I cut mine out using a juice glass that’s about 2 ¾” in diameter (the last of a set of six I liberated from a company I used to work for that had actually gone to the expense of having their logo silk screened on juice glasses and coffee mugs for executive meetings—ah the excess of the 1980s). But you could also just pat the dough out and cut them in squares (not traditional, but less trouble than actually cutting them out with a round cutter). It has also occurred to me that they’d be wonderful cut out small—maybe 1”—cooked, and served with soup, or as the bread for some kind of little sandwich on a buffet. I’ve made ham biscuits a number of times, and served them with several different mustards, but little English muffins could either be split and made into pizzas, or used as the outside around some kind of sandwich filling (turkey or ham, or even something like chicken salad).
While they take a bit of time to make, it’s unattended time, for the most part. Even when they’re cooking, you can wander of for a few minutes at a time. I don’t recommend leaving them cooking and going off to shower, but certainly you could go check the mail, change over a load of laundry, or let the dog out (possibly even all three, if the dog didn’t take too long outside), and get back just about the time the muffins were cooked on one side. As for that underdone in the middle fear, even if they are a tad doughy in the center, toasting them will cook them that last little bit. It’s not the solution for really underdone muffins once they’re split—I don’t think there’s any hope for them, except perhaps to bake them in the oven for a little while at 350—but the toasting will finish off a muffin that came off the griddle slightly too soon.

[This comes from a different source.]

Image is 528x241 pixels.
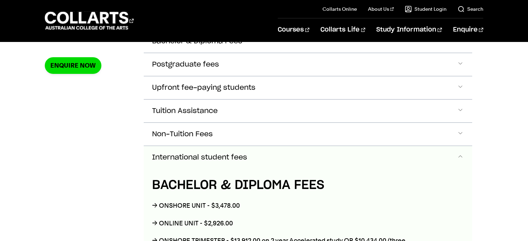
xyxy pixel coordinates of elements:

I classify my English muffin experiment as a huge success. I haven’t had the courage to tackle ketchup yet (it’s not really tomato season here yet anyway), and I may never (things that need to go in sterilized jars or bottles kind of intimidate me, frankly—botulism is such an ugly thing). But one of these days I’ll make homemade English muffins for my weekend guests or in place of biscuits on a buffet, and be able to say truthfully “Oh, they’re simple, really.”